BY THEIR FRUITS.

ABOVE the clash of counter creeds
These gospel accents swell:
Whoever doeth righteous deeds
Hath read his Bible well.

Like fragrant blooms of lavish spring
Are adoration’s vows;
The tree that pleases God will bring
Fair fruitage on its boughs.

PESTALOZZI.

For the 150th anniversary of the birthday of Pestalozzi, celebrated in Cincinnati, January 13, 1896.

THROUGH vasty shades of savage Occident
The Ohio groped what time the man I sing
Took first quick draught of that free element
That thrills Swiss life, and felt the quivering
Of Alpine light which welcomed him to earth.
In Zurich then was born—sublime event—
A man-child in whose soul new gospels waited birth.
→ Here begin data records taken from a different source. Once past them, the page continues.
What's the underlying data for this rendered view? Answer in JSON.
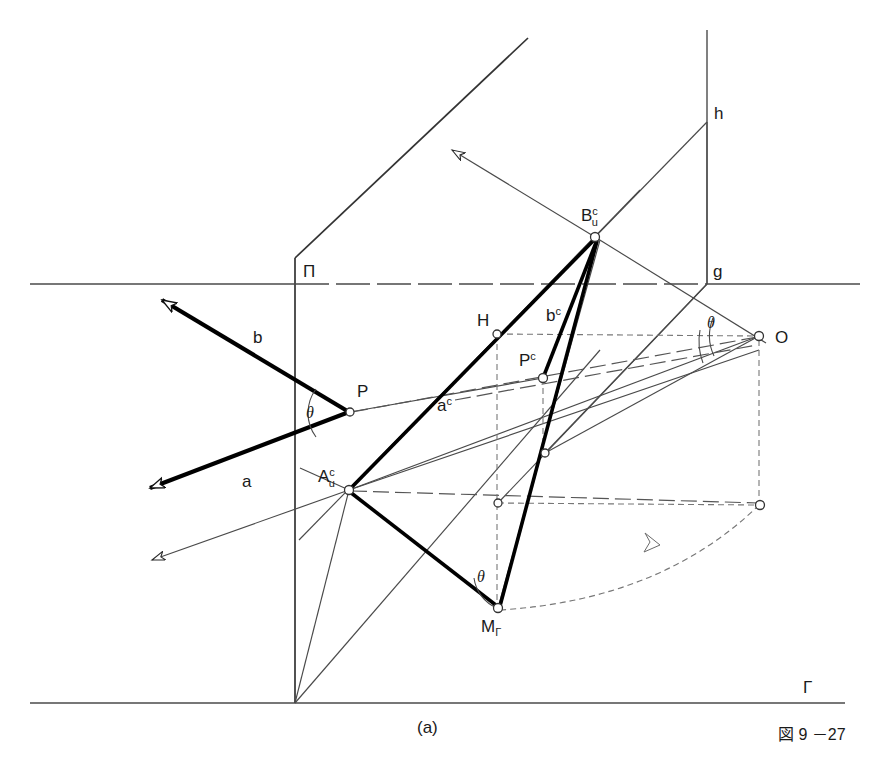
{
  "figure": {
    "caption": "(a)",
    "figure_number": "図 9 －27"
  },
  "colors": {
    "stroke_thin": "#4a4a4a",
    "stroke_thick": "#000000",
    "stroke_dashed": "#6b6b6b",
    "background": "#ffffff"
  },
  "labels": {
    "plane_pi": "Π",
    "ground_gamma": "Γ",
    "line_g": "g",
    "line_h": "h",
    "point_P": "P",
    "point_O": "O",
    "point_H": "H",
    "ray_a": "a",
    "ray_b": "b",
    "ray_ac_base": "a",
    "ray_ac_sup": "c",
    "ray_bc_base": "b",
    "ray_bc_sup": "c",
    "point_Pc_base": "P",
    "point_Pc_sup": "c",
    "point_A_base": "A",
    "point_A_sup": "c",
    "point_A_sub": "u",
    "point_B_base": "B",
    "point_B_sup": "c",
    "point_B_sub": "u",
    "point_M_base": "M",
    "point_M_sub": "Γ",
    "angle_theta_P": "θ",
    "angle_theta_O": "θ",
    "angle_theta_M": "θ"
  },
  "geometry": {
    "points": {
      "P": {
        "x": 350,
        "y": 412
      },
      "O": {
        "x": 759,
        "y": 336
      },
      "H": {
        "x": 497,
        "y": 334
      },
      "Pc": {
        "x": 543,
        "y": 378
      },
      "Au": {
        "x": 349,
        "y": 490
      },
      "Bu": {
        "x": 595,
        "y": 237
      },
      "Mg": {
        "x": 498,
        "y": 608
      },
      "N1": {
        "x": 545,
        "y": 453
      },
      "N2": {
        "x": 498,
        "y": 503
      },
      "Q": {
        "x": 760,
        "y": 505
      }
    },
    "lines": {
      "pi_vertical_x": 295,
      "pi_top_y": 258,
      "pi_bottom_y": 703,
      "pi_apex": {
        "x": 528,
        "y": 38
      },
      "horizontal_y": 284,
      "horizontal_x_start": 30,
      "horizontal_x_end": 860,
      "gamma_y": 703,
      "gamma_x_start": 30,
      "gamma_x_end": 845,
      "h_x": 707,
      "h_top_y": 30,
      "h_bottom_y": 284
    }
  }
}
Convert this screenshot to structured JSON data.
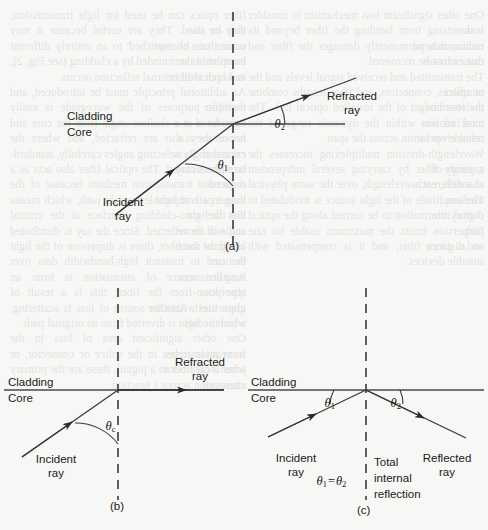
{
  "figure": {
    "kind": "optics-refraction-total-internal-reflection",
    "background_color": "#f7f7f5",
    "ink_color": "#2b2b2b",
    "panels": [
      {
        "id": "a",
        "id_label": "(a)",
        "interface_labels": {
          "upper": "Cladding",
          "lower": "Core"
        },
        "rays": [
          {
            "name": "incident",
            "label": "Incident\nray",
            "label_line1": "Incident",
            "label_line2": "ray"
          },
          {
            "name": "refracted",
            "label": "Refracted\nray",
            "label_line1": "Refracted",
            "label_line2": "ray"
          }
        ],
        "angles": [
          {
            "name": "theta-1",
            "symbol": "θ",
            "subscript": "1"
          },
          {
            "name": "theta-2",
            "symbol": "θ",
            "subscript": "2"
          }
        ],
        "normal": "vertical dashed normal line"
      },
      {
        "id": "b",
        "id_label": "(b)",
        "interface_labels": {
          "upper": "Cladding",
          "lower": "Core"
        },
        "rays": [
          {
            "name": "incident",
            "label_line1": "Incident",
            "label_line2": "ray"
          },
          {
            "name": "refracted",
            "label_line1": "Refracted",
            "label_line2": "ray"
          }
        ],
        "angles": [
          {
            "name": "theta-c",
            "symbol": "θ",
            "subscript": "c"
          }
        ],
        "normal": "vertical dashed normal line"
      },
      {
        "id": "c",
        "id_label": "(c)",
        "interface_labels": {
          "upper": "Cladding",
          "lower": "Core"
        },
        "rays": [
          {
            "name": "incident",
            "label_line1": "Incident",
            "label_line2": "ray"
          },
          {
            "name": "reflected",
            "label_line1": "Reflected",
            "label_line2": "ray"
          }
        ],
        "angles": [
          {
            "name": "theta-1",
            "symbol": "θ",
            "subscript": "1"
          },
          {
            "name": "theta-2",
            "symbol": "θ",
            "subscript": "2"
          }
        ],
        "equation": {
          "lhs_symbol": "θ",
          "lhs_sub": "1",
          "operator": "=",
          "rhs_symbol": "θ",
          "rhs_sub": "2"
        },
        "annotation_lines": [
          "Total",
          "internal",
          "reflection"
        ],
        "normal": "vertical dashed normal line"
      }
    ]
  },
  "ghost_text": {
    "note": "faint show-through text from the reverse side of the printed page",
    "column_left": [
      "fiber optics can be used for light transmission; they are also",
      "also be used. They are useful because it may occur that a change",
      "source can be 'switched' to an entirely different location in the",
      "complete is surrounded by a cladding (see Fig. 2), and optical fiber",
      "in which total internal reflection occurs.",
      "An additional principle must be introduced, and therefore",
      "multiple purposes of the waveguide is easily considered in a",
      "light hit it at a shallow angle from the core and not escape at a",
      "hence they also are refracted, and where the critical angle is",
      "exceeded. By selecting angles carefully, standard-size fibers may",
      "be manufactured. The optical fiber also acts as a reduced-",
      "dispersion transmission medium because of the longer path of light",
      "than in a comparable straight path, which means that the light",
      "hits the core-cladding interface at the critical angle or above",
      "and will be reflected. Since the ray is distributed along the same",
      "length of the fiber, there is dispersion of the light that can",
      "be used to transmit high-bandwidth data over long distances.",
      "Another source of attenuation is from an absorption-",
      "type loss from the fiber; this is a result of impurities within the",
      "glass itself. Another source of loss is scattering, which occurs",
      "when the light is diverted from its original path.",
      "One other significant area of loss in the waveguide arises",
      "from mismatches in the splice or connector, or when a connector",
      "joins local fiber to a pigtail; these are the primary causes of",
      "attenuation across a junction."
    ],
    "column_right": [
      "One other significant loss mechanism to consider is the",
      "loss arising from bending the fiber beyond its minimum bend",
      "radius; this permanently damages the fiber and causes losses",
      "that cannot be recovered.",
      "The transmitted and received signal levels and the numbers",
      "of splices, connectors, and fiber lengths combine to determine",
      "the loss budget of the installed optical link. The total link loss",
      "must remain within the dynamic range of the transceiver for",
      "reliable operation across the span.",
      "Wavelength-division multiplexing increases the capacity of",
      "a single fiber by carrying several independent channels, each",
      "at a different wavelength, over the same physical medium.",
      "The amplitude of the light source is modulated to convey the",
      "digital information to be carried along the optical path.",
      "Dispersion limits the maximum usable bit rate and distance",
      "on a given fiber, and it is compensated with suitable devices."
    ]
  }
}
The world is ever plastic in the hand
Of humble saviours fearless of the cross:
One self-forgetting hero may command
And mould the future, scorning present loss:
Meek Pestalozzi, herding in his mind
Helvetia’s strayling little children, planned
By their salvation surely to redeem mankind.

Much hope, more love possessed him, but most grief;
His heart, a mourner, sobbed o’er common woe:
Did the Almighty slumber or seem deaf
To wails ascending from His poor below?
Nay, Heaven remembers every bitter tear,
Yet mundane ills must seek on earth relief;
Lo, the Divine hath found a human volunteer.

By sad Lucern arose the children’s cry,
The shelterless, the poor, the innocent;
The man of Zurich spake: “They must not die:
War cast them out, but I by Peace am sent
To father them and mother them and feed
Their bodies and their spirits; need have I
None other than to share their utmost dolorous need.

“Oh, better never to be born at all
Than live forlorn, the victim of neglect!
To fall from brotherhood is lowest fall.
Lift up the low! bid man’s soul stand erect!
On Education found the Church and State.
I send through Europe my imploring call:
Millennial blessings round the Kindergarten wait!